From letting Europe in to policy conditionality. Welfare reform in Spain under Austerity

  1. Sergio González Begega 1
  2. Eloisa Del Pino 2
  1. 1 Universidad de Oviedo
    info

    Universidad de Oviedo

    Oviedo, España

    ROR https://ror.org/006gksa02

  2. 2 Instituto de Políticas y Bienes Públicos
    info

    Instituto de Políticas y Bienes Públicos

    Madrid, España

    ROR https://ror.org/04q93ds34

Revista:
Documentos de trabajo ( CSIC. Unidad de Políticas Comparadas )

Año de publicación: 2017

Número: 1

Tipo: Documento de Trabajo

Resumen

The European influence has served as an inspiration for developing the Spanish Welfare State since the early 1980s through a wide range of legal, cognitive, political, institutional and financial resources and mechanisms. However, convergence with the EU has gone through times of advance and frustration. The Spanish social protection system was in a very early phase of development when other European countries were starting to pursue cost-containment and recalibration strategies by the mid-1990s. The outbreak of the financial crisis in 2008 has frustrated the many political expectations that the Spanish Welfare State can converge with European countries. The efforts at recalibration, coverage of new social risks and tentative steps towards social investment made in the 2000s have been either abandoned or put on hold. Sweeping austerity measures have had detrimental effects over the protective capacity of the Spanish Welfare State. Abrupt structural reform and indiscriminate cuts on social protection do hardly appear as appropriate strategies to reduce inequality gaps and heightened social polarization caused by the economic and financial crisis, let alone to promote the broadening of protection for new social rights. The institutional framework of the Spanish Welfare State has to be reoriented towards more intense protection of new social risks, if its capacity for supporting sustainable and inclusive economic growth is to be strengthened in a postcrisis context. The re-design of the welfare state after the crisis should put an emphasis on reconciliation of work and private life, public care provision for children, the disabled and the elderly, effective minimum income schemes, protection for long-term unemployed and active labour market policies.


WHAT THE TASK REQUIRES: Look through the records, and wherever the string "does" turns up, copy out that line.

==*==

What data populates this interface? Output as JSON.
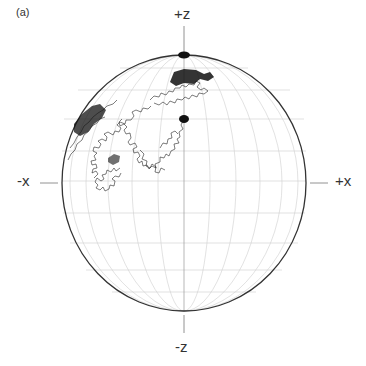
{
  "figure": {
    "panel_label": "(a)",
    "axes": {
      "plus_z": "+z",
      "minus_z": "-z",
      "minus_x": "-x",
      "plus_x": "+x"
    },
    "sphere": {
      "center": [
        184,
        183
      ],
      "rx": 122,
      "ry": 128,
      "outline_color": "#333333",
      "grid_color": "#c8c8c8"
    },
    "markers": [
      {
        "name": "north-pole-dot",
        "cx": 184,
        "cy": 55
      },
      {
        "name": "start-point-dot",
        "cx": 184,
        "cy": 119
      }
    ],
    "path_color": "#111111"
  }
}
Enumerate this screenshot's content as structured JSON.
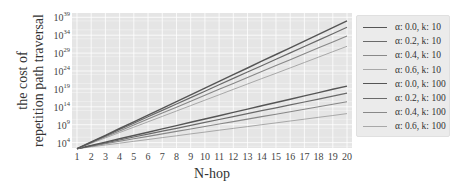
{
  "chart_data": {
    "type": "line",
    "title": "",
    "xlabel": "N-hop",
    "ylabel": "the cost of repetition path traversal",
    "ylabel_lines": [
      "the cost of",
      "repetition path traversal"
    ],
    "yscale": "log",
    "x": [
      1,
      2,
      3,
      4,
      5,
      6,
      7,
      8,
      9,
      10,
      11,
      12,
      13,
      14,
      15,
      16,
      17,
      18,
      19,
      20
    ],
    "x_ticks": [
      "1",
      "2",
      "3",
      "4",
      "5",
      "6",
      "7",
      "8",
      "9",
      "10",
      "11",
      "12",
      "13",
      "14",
      "15",
      "16",
      "17",
      "18",
      "19",
      "20"
    ],
    "y_ticks": [
      {
        "exp": 4,
        "label": "10",
        "sup": "4"
      },
      {
        "exp": 9,
        "label": "10",
        "sup": "9"
      },
      {
        "exp": 14,
        "label": "10",
        "sup": "14"
      },
      {
        "exp": 19,
        "label": "10",
        "sup": "19"
      },
      {
        "exp": 24,
        "label": "10",
        "sup": "24"
      },
      {
        "exp": 29,
        "label": "10",
        "sup": "29"
      },
      {
        "exp": 34,
        "label": "10",
        "sup": "34"
      },
      {
        "exp": 39,
        "label": "10",
        "sup": "39"
      }
    ],
    "ylim_log10": [
      2.5,
      40.2
    ],
    "xlim": [
      0.65,
      20.35
    ],
    "grid": true,
    "legend_position": "right outside",
    "series": [
      {
        "name": "α: 0.0, k: 10",
        "log10_start": 2.3,
        "log10_end": 38.0,
        "color": "#555555",
        "width": 1.4
      },
      {
        "name": "α: 0.2, k: 10",
        "log10_start": 2.3,
        "log10_end": 36.2,
        "color": "#6a6a6a",
        "width": 1.2
      },
      {
        "name": "α: 0.4, k: 10",
        "log10_start": 2.3,
        "log10_end": 33.8,
        "color": "#888888",
        "width": 1.1
      },
      {
        "name": "α: 0.6, k: 10",
        "log10_start": 2.3,
        "log10_end": 30.9,
        "color": "#a8a8a8",
        "width": 1.0
      },
      {
        "name": "α: 0.0, k: 100",
        "log10_start": 2.3,
        "log10_end": 19.8,
        "color": "#555555",
        "width": 1.4
      },
      {
        "name": "α: 0.2, k: 100",
        "log10_start": 2.3,
        "log10_end": 17.8,
        "color": "#6a6a6a",
        "width": 1.2
      },
      {
        "name": "α: 0.4, k: 100",
        "log10_start": 2.3,
        "log10_end": 15.4,
        "color": "#888888",
        "width": 1.1
      },
      {
        "name": "α: 0.6, k: 100",
        "log10_start": 2.3,
        "log10_end": 12.1,
        "color": "#a8a8a8",
        "width": 1.0
      }
    ]
  },
  "colors": {
    "plot_background": "#e5e5e5",
    "grid": "#ffffff",
    "legend_background": "#ebebeb"
  }
}
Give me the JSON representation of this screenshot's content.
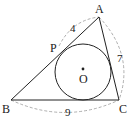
{
  "figure": {
    "type": "geometry-triangle-incircle",
    "vertices": {
      "A": {
        "label": "A",
        "x": 99,
        "y": 17
      },
      "B": {
        "label": "B",
        "x": 11,
        "y": 100
      },
      "C": {
        "label": "C",
        "x": 119,
        "y": 100
      }
    },
    "tangent_point": {
      "label": "P",
      "x": 59,
      "y": 46
    },
    "incircle": {
      "center_label": "O",
      "cx": 83,
      "cy": 72,
      "r": 28
    },
    "lengths": {
      "AP": "4",
      "AC": "7",
      "BC": "9"
    },
    "colors": {
      "line": "#222222",
      "dash": "#999999"
    }
  }
}
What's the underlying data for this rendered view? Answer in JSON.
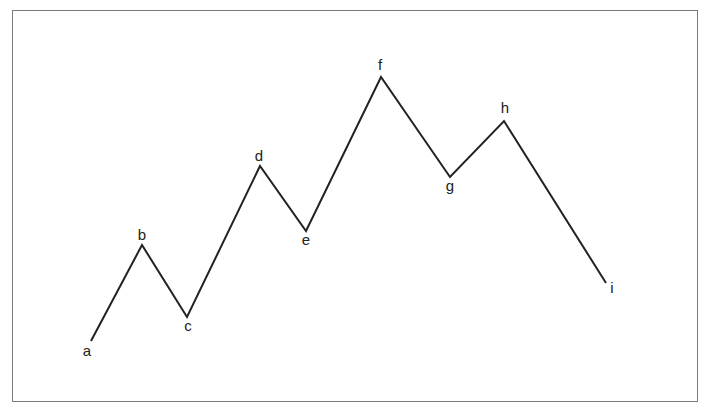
{
  "diagram": {
    "title_partial": "",
    "line_color": "#222222",
    "frame_color": "#7a7a7a",
    "points": [
      {
        "label": "a",
        "x": 91,
        "y": 341,
        "lx": 87,
        "ly": 356
      },
      {
        "label": "b",
        "x": 142,
        "y": 245,
        "lx": 142,
        "ly": 240
      },
      {
        "label": "c",
        "x": 187,
        "y": 317,
        "lx": 188,
        "ly": 331
      },
      {
        "label": "d",
        "x": 260,
        "y": 166,
        "lx": 259,
        "ly": 161
      },
      {
        "label": "e",
        "x": 306,
        "y": 231,
        "lx": 306,
        "ly": 245
      },
      {
        "label": "f",
        "x": 381,
        "y": 77,
        "lx": 380,
        "ly": 70
      },
      {
        "label": "g",
        "x": 450,
        "y": 177,
        "lx": 450,
        "ly": 191
      },
      {
        "label": "h",
        "x": 504,
        "y": 121,
        "lx": 505,
        "ly": 113
      },
      {
        "label": "i",
        "x": 606,
        "y": 283,
        "lx": 612,
        "ly": 293
      }
    ]
  }
}
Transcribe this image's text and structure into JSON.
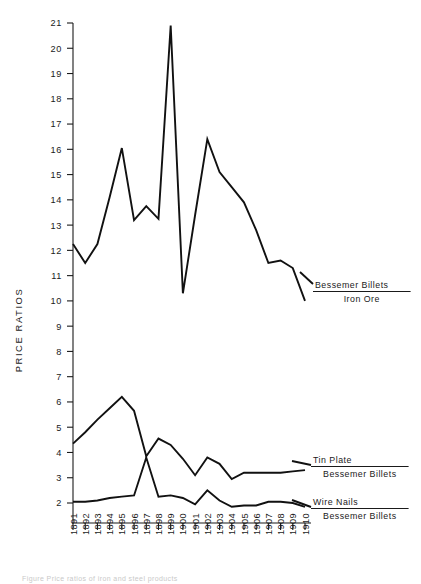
{
  "figure": {
    "axis_title_y": "PRICE RATIOS",
    "caption": "Figure   Price ratios of iron and steel products"
  },
  "chart_data": {
    "type": "line",
    "title": "",
    "xlabel": "",
    "ylabel": "PRICE RATIOS",
    "xlim": [
      1891,
      1910
    ],
    "ylim": [
      2,
      21
    ],
    "yticks": [
      2,
      3,
      4,
      5,
      6,
      7,
      8,
      9,
      10,
      11,
      12,
      13,
      14,
      15,
      16,
      17,
      18,
      19,
      20,
      21
    ],
    "grid": false,
    "legend_position": "right-inline",
    "categories": [
      1891,
      1892,
      1893,
      1894,
      1895,
      1896,
      1897,
      1898,
      1899,
      1900,
      1901,
      1902,
      1903,
      1904,
      1905,
      1906,
      1907,
      1908,
      1909,
      1910
    ],
    "xticklabels": [
      "1891",
      "1892",
      "1893",
      "1894",
      "1895",
      "1896",
      "1897",
      "1898",
      "1899",
      "1900",
      "1901",
      "1902",
      "1903",
      "1904",
      "1905",
      "1906",
      "1907",
      "1908",
      "1909",
      "1910"
    ],
    "series": [
      {
        "name": "Bessemer Billets / Iron Ore",
        "numerator": "Bessemer Billets",
        "denominator": "Iron Ore",
        "values": [
          12.25,
          11.5,
          12.25,
          14.1,
          16.05,
          13.2,
          13.75,
          13.25,
          20.9,
          10.3,
          13.4,
          16.4,
          15.1,
          14.5,
          13.9,
          12.8,
          11.5,
          11.6,
          11.3,
          10.0
        ]
      },
      {
        "name": "Tin Plate / Bessemer Billets",
        "numerator": "Tin Plate",
        "denominator": "Bessemer Billets",
        "values": [
          4.35,
          4.8,
          5.3,
          5.75,
          6.2,
          5.65,
          3.85,
          4.55,
          4.3,
          3.75,
          3.1,
          3.8,
          3.55,
          2.95,
          3.2,
          3.2,
          3.2,
          3.2,
          3.25,
          3.3
        ]
      },
      {
        "name": "Wire Nails / Bessemer Billets",
        "numerator": "Wire Nails",
        "denominator": "Bessemer Billets",
        "values": [
          2.05,
          2.05,
          2.1,
          2.2,
          2.25,
          2.3,
          3.8,
          2.25,
          2.3,
          2.2,
          1.95,
          2.5,
          2.1,
          1.85,
          1.9,
          1.9,
          2.05,
          2.05,
          2.0,
          1.85
        ]
      }
    ]
  },
  "legend": [
    {
      "numerator": "Bessemer Billets",
      "denominator": "Iron Ore"
    },
    {
      "numerator": "Tin Plate",
      "denominator": "Bessemer Billets"
    },
    {
      "numerator": "Wire Nails",
      "denominator": "Bessemer Billets"
    }
  ]
}
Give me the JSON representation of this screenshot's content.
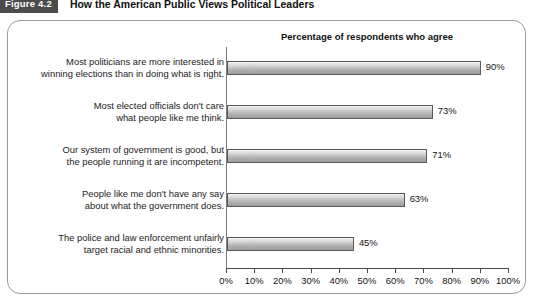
{
  "figure": {
    "badge": "Figure 4.2",
    "title": "How the American Public Views Political Leaders"
  },
  "chart_data": {
    "type": "bar",
    "orientation": "horizontal",
    "title": "Percentage of respondents who agree",
    "xlabel": "",
    "ylabel": "",
    "xlim": [
      0,
      100
    ],
    "grid": false,
    "legend": null,
    "tick_labels": [
      "0%",
      "10%",
      "20%",
      "30%",
      "40%",
      "50%",
      "60%",
      "70%",
      "80%",
      "90%",
      "100%"
    ],
    "tick_values": [
      0,
      10,
      20,
      30,
      40,
      50,
      60,
      70,
      80,
      90,
      100
    ],
    "categories": [
      "Most politicians are more interested in winning elections than in doing what is right.",
      "Most elected officials don't care what people like me think.",
      "Our system of government is good, but the people running it are incompetent.",
      "People like me don't have any say about what the government does.",
      "The police and law enforcement unfairly target racial and ethnic minorities."
    ],
    "values": [
      90,
      73,
      71,
      63,
      45
    ],
    "value_labels": [
      "90%",
      "73%",
      "71%",
      "63%",
      "45%"
    ],
    "bars": [
      {
        "line1": "Most politicians are more interested in",
        "line2": "winning elections than in doing what is right.",
        "value": 90,
        "value_label": "90%"
      },
      {
        "line1": "Most elected officials don't care",
        "line2": "what people like me think.",
        "value": 73,
        "value_label": "73%"
      },
      {
        "line1": "Our system of government is good, but",
        "line2": "the people running it are incompetent.",
        "value": 71,
        "value_label": "71%"
      },
      {
        "line1": "People like me don't have any say",
        "line2": "about what the government does.",
        "value": 63,
        "value_label": "63%"
      },
      {
        "line1": "The police and law enforcement unfairly",
        "line2": "target racial and ethnic minorities.",
        "value": 45,
        "value_label": "45%"
      }
    ]
  },
  "colors": {
    "badge_background": "#4c4c4c",
    "badge_text": "#ffffff",
    "panel_border": "#9b9b9b",
    "bar_border": "#5a5a5a",
    "bar_fill_light": "#f2f2f2",
    "bar_fill_dark": "#9d9d9d",
    "axis": "#4a4a4a",
    "text": "#111111"
  }
}
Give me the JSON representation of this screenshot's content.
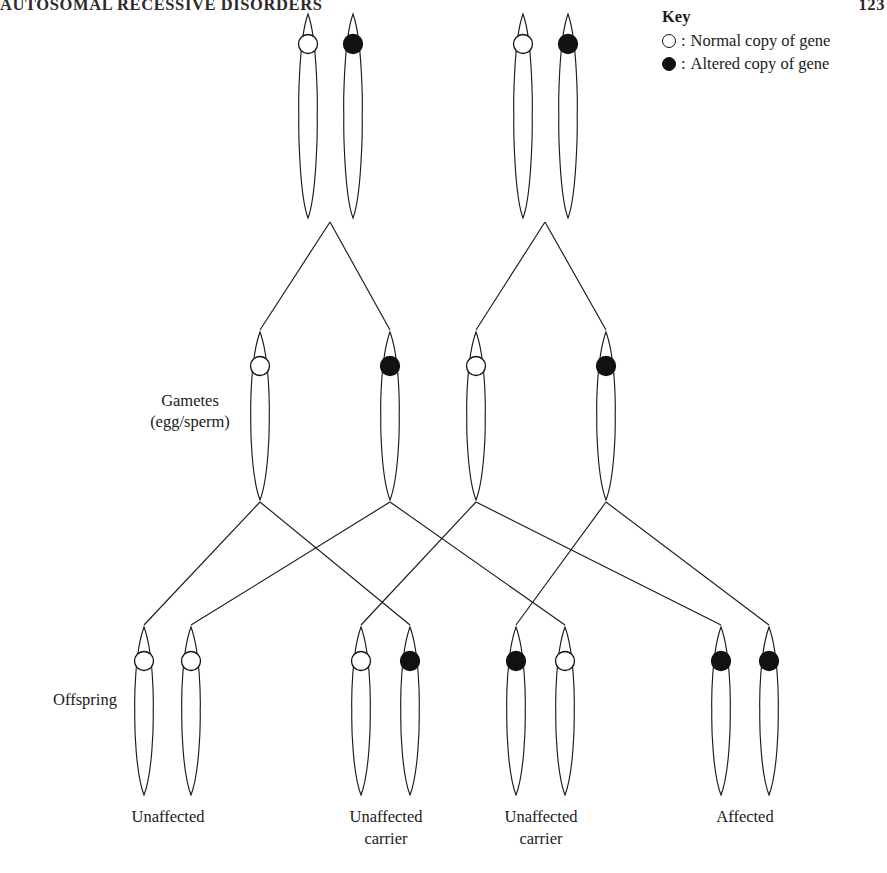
{
  "page": {
    "running_head": "AUTOSOMAL RECESSIVE DISORDERS",
    "folio": "123",
    "background_color": "#ffffff",
    "ink_color": "#1a1a1a"
  },
  "key": {
    "title": "Key",
    "entries": [
      {
        "symbol": "open-circle-icon",
        "separator": ":",
        "label": "Normal copy of gene",
        "fill": "#ffffff",
        "stroke": "#111111"
      },
      {
        "symbol": "filled-circle-icon",
        "separator": ":",
        "label": "Altered copy of gene",
        "fill": "#111111",
        "stroke": "#111111"
      }
    ]
  },
  "row_labels": {
    "gametes_line1": "Gametes",
    "gametes_line2": "(egg/sperm)",
    "offspring": "Offspring"
  },
  "diagram": {
    "type": "punnett-inheritance-pedigree",
    "rows": [
      {
        "name": "parents",
        "y_top": 14,
        "y_bottom": 218,
        "groups": [
          {
            "name": "parent-1",
            "chromosomes": [
              {
                "allele": "normal",
                "cx": 308,
                "circle_y": 44
              },
              {
                "allele": "altered",
                "cx": 353,
                "circle_y": 44
              }
            ]
          },
          {
            "name": "parent-2",
            "chromosomes": [
              {
                "allele": "normal",
                "cx": 523,
                "circle_y": 44
              },
              {
                "allele": "altered",
                "cx": 568,
                "circle_y": 44
              }
            ]
          }
        ]
      },
      {
        "name": "gametes",
        "y_top": 332,
        "y_bottom": 500,
        "chromosomes": [
          {
            "allele": "normal",
            "cx": 260,
            "circle_y": 366
          },
          {
            "allele": "altered",
            "cx": 390,
            "circle_y": 366
          },
          {
            "allele": "normal",
            "cx": 476,
            "circle_y": 366
          },
          {
            "allele": "altered",
            "cx": 606,
            "circle_y": 366
          }
        ]
      },
      {
        "name": "offspring",
        "y_top": 627,
        "y_bottom": 795,
        "groups": [
          {
            "name": "offspring-1",
            "caption_line1": "Unaffected",
            "caption_line2": "",
            "caption_cx": 168,
            "chromosomes": [
              {
                "allele": "normal",
                "cx": 144,
                "circle_y": 661
              },
              {
                "allele": "normal",
                "cx": 191,
                "circle_y": 661
              }
            ]
          },
          {
            "name": "offspring-2",
            "caption_line1": "Unaffected",
            "caption_line2": "carrier",
            "caption_cx": 386,
            "chromosomes": [
              {
                "allele": "normal",
                "cx": 361,
                "circle_y": 661
              },
              {
                "allele": "altered",
                "cx": 410,
                "circle_y": 661
              }
            ]
          },
          {
            "name": "offspring-3",
            "caption_line1": "Unaffected",
            "caption_line2": "carrier",
            "caption_cx": 541,
            "chromosomes": [
              {
                "allele": "altered",
                "cx": 516,
                "circle_y": 661
              },
              {
                "allele": "normal",
                "cx": 565,
                "circle_y": 661
              }
            ]
          },
          {
            "name": "offspring-4",
            "caption_line1": "Affected",
            "caption_line2": "",
            "caption_cx": 745,
            "chromosomes": [
              {
                "allele": "altered",
                "cx": 721,
                "circle_y": 661
              },
              {
                "allele": "altered",
                "cx": 769,
                "circle_y": 661
              }
            ]
          }
        ]
      }
    ],
    "connectors": {
      "parent_to_gamete": [
        {
          "from": "parent-1",
          "from_x": 330,
          "to_x": 260
        },
        {
          "from": "parent-1",
          "from_x": 330,
          "to_x": 390
        },
        {
          "from": "parent-2",
          "from_x": 545,
          "to_x": 476
        },
        {
          "from": "parent-2",
          "from_x": 545,
          "to_x": 606
        }
      ],
      "gamete_to_offspring": [
        {
          "from_x": 260,
          "to_x": 144
        },
        {
          "from_x": 260,
          "to_x": 410
        },
        {
          "from_x": 390,
          "to_x": 191
        },
        {
          "from_x": 390,
          "to_x": 565
        },
        {
          "from_x": 476,
          "to_x": 361
        },
        {
          "from_x": 476,
          "to_x": 721
        },
        {
          "from_x": 606,
          "to_x": 516
        },
        {
          "from_x": 606,
          "to_x": 769
        }
      ]
    }
  }
}
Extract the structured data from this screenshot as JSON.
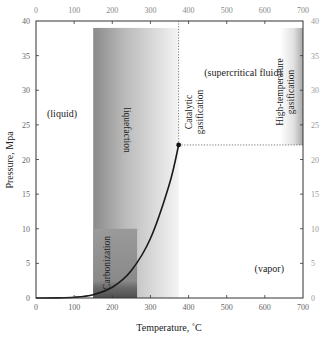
{
  "chart_data": {
    "type": "line",
    "title": "",
    "xlabel": "Temperature, ˚C",
    "ylabel": "Pressure, Mpa",
    "xlim": [
      0,
      700
    ],
    "ylim": [
      0,
      40
    ],
    "x_ticks": [
      0,
      100,
      200,
      300,
      400,
      500,
      600,
      700
    ],
    "y_ticks": [
      0,
      5,
      10,
      15,
      20,
      25,
      30,
      35,
      40
    ],
    "secondary_axes": {
      "top_x_ticks": [
        0,
        100,
        200,
        300,
        400,
        500,
        600,
        700
      ],
      "right_y_ticks": [
        0,
        5,
        10,
        15,
        20,
        25,
        30,
        35,
        40
      ]
    },
    "grid": false,
    "series": [
      {
        "name": "Vapor pressure curve of water",
        "x": [
          0,
          50,
          100,
          150,
          200,
          250,
          300,
          350,
          374
        ],
        "y": [
          0.0006,
          0.012,
          0.101,
          0.48,
          1.55,
          3.98,
          8.59,
          16.5,
          22.1
        ]
      }
    ],
    "critical_point": {
      "x": 374,
      "y": 22.1
    },
    "reference_lines": [
      {
        "orientation": "vertical",
        "x": 374,
        "y_range": [
          22.1,
          40
        ],
        "style": "dotted"
      },
      {
        "orientation": "horizontal",
        "y": 22.1,
        "x_range": [
          374,
          700
        ],
        "style": "dotted"
      }
    ],
    "shaded_regions": [
      {
        "name": "liquefaction",
        "x_range": [
          150,
          374
        ],
        "y_range": [
          0,
          39
        ],
        "fill": "gradient gray dark-to-light"
      },
      {
        "name": "carbonization",
        "x_range": [
          150,
          265
        ],
        "y_range": [
          0,
          10
        ],
        "fill": "darker gray"
      },
      {
        "name": "high-temperature gasification",
        "x_range": [
          640,
          700
        ],
        "y_range": [
          22.1,
          39
        ],
        "fill": "gradient gray light-to-dark"
      }
    ],
    "annotations": [
      {
        "text": "(liquid)",
        "x": 70,
        "y": 27
      },
      {
        "text": "(supercritical fluid)",
        "x": 540,
        "y": 36.5
      },
      {
        "text": "(vapor)",
        "x": 630,
        "y": 4
      },
      {
        "text": "liquefaction",
        "x": 240,
        "y": 22,
        "rotation": 90
      },
      {
        "text": "Carbonization",
        "x": 195,
        "y": 5,
        "rotation": -90
      },
      {
        "text": "Catalytic gasification",
        "x": 400,
        "y": 27,
        "rotation": -90
      },
      {
        "text": "High-temperature gasification",
        "x": 665,
        "y": 29,
        "rotation": -90
      }
    ]
  },
  "labels": {
    "xlabel": "Temperature, ˚C",
    "ylabel": "Pressure, Mpa",
    "liquid": "(liquid)",
    "supercritical": "(supercritical fluid)",
    "vapor": "(vapor)",
    "liquefaction": "liquefaction",
    "carbonization": "Carbonization",
    "catalytic_1": "Catalytic",
    "catalytic_2": "gasification",
    "hightemp_1": "High-temperature",
    "hightemp_2": "gasification"
  }
}
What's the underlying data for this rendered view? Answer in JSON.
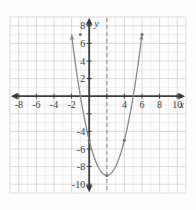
{
  "chart_data": {
    "type": "line",
    "title": "",
    "xlabel": "x",
    "ylabel": "y",
    "grid": true,
    "legend": "none",
    "xlim": [
      -9,
      11
    ],
    "ylim": [
      -11,
      9
    ],
    "x_ticks": [
      -8,
      -6,
      -4,
      -2,
      4,
      6,
      8,
      10
    ],
    "y_ticks": [
      8,
      6,
      4,
      2,
      -4,
      -6,
      -8,
      -10
    ],
    "x_tick_labels": [
      "-8",
      "-6",
      "-4",
      "-2",
      "4",
      "6",
      "8",
      "10"
    ],
    "y_tick_labels": [
      "8",
      "6",
      "4",
      "2",
      "-4",
      "-6",
      "-8",
      "-10"
    ],
    "grid_step": 1,
    "tick_step": 2,
    "series": [
      {
        "name": "parabola",
        "kind": "parabola",
        "vertex": [
          2,
          -9
        ],
        "a": 1,
        "equation": "y = (x - 2)^2 - 9",
        "color": "#8a8a8a",
        "marked_points": [
          [
            -1,
            7
          ],
          [
            0,
            -5
          ],
          [
            2,
            -9
          ],
          [
            4,
            -5
          ],
          [
            6,
            7
          ]
        ],
        "x_range": [
          -2.0,
          6.0
        ],
        "arrows": [
          "start",
          "end"
        ]
      },
      {
        "name": "axis-of-symmetry",
        "kind": "vertical-dashed-line",
        "x": 2,
        "color": "#8a8a8a",
        "dashed": true
      }
    ],
    "axis_color": "#3b3b3b",
    "grid_color": "#dedede",
    "border_color": "#e2e2e2",
    "background": "#fefefe"
  },
  "labels": {
    "x_axis_name": "x",
    "y_axis_name": "y"
  }
}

==*==

WRITTEN ANSWER:
      "People like me don't have any say about what the government does.",
        "line2": "about what the government does.",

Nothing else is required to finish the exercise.